Turns out that Forbes was attending the seminar as a student, not a journalist, and several days later the director of the Defence Intelligence Organisation Frank Lewincamp outed himself in The Age as the expert quoted. And he denied what Forbes attributed to him.
In a first for any journalist, The Age published Forbes’ response to this twice. Firstly in Saturday’s strike-battered edition which many regular readers missed. The response was given another burl yesterday.
Today, the head of Strategic and Defence Studies Centre, Australian National University Ross Babbage has upped the ante by writing to The Australian blasting Forbes actions, threatening a ban on journalists attending such briefings and demanding an apology from The Age.
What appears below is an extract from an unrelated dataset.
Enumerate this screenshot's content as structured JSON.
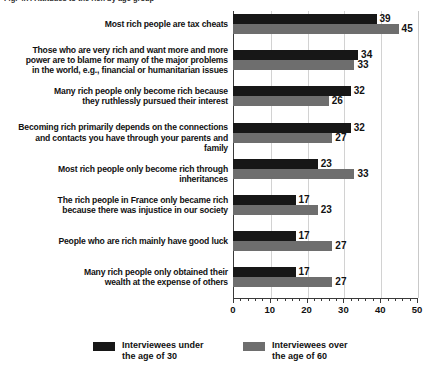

Crikey has bought into the ruckus, too, with a letter pointing out that the Herald Sun has been oddly quiet about the embarrassment to its main competitor. The Correspondent says Forbes’ father is a News Ltd scribbler and suggests the corp is going easy on his feelings.
Here is Professor Babbage’s letter to The Australian:
Journalist’s unethical conduct
24 February 2004
DURING the last week there has been extensive public comment arising from remarks that are reputed to have been made by Frank Lewincamp, the Director of the Defence Intelligence Organisation, to an ANU course last September. The primary stimulus for this comment has been two articles written by Mark Forbes and published by The Age.
Mr Forbes attended the ANU class because he was enrolled as a student — he did not attend as a journalist. All teaching sessions within the Master Degree Program in Strategy and Defence at ANU are conducted under the Chatham House Rule. This states: when a meeting, or part thereof, is held under the Chatham House Rule, participants are free to use the information received, but neither the identity nor the affiliation of the speaker(s), nor that of any other participant, may be revealed. Despite the fact the students were reminded of the rule both before and after Mr Lewincamp’s presentation, Mr Forbes wrote his first article in a way that led informed readers to believe that it referred to Mr Lewincamp. In the second article, written after Mr Lewincamp advised that he was the likely source, Mr Forbes included what he asserted to be quotations from Mr Lewincamp’s address.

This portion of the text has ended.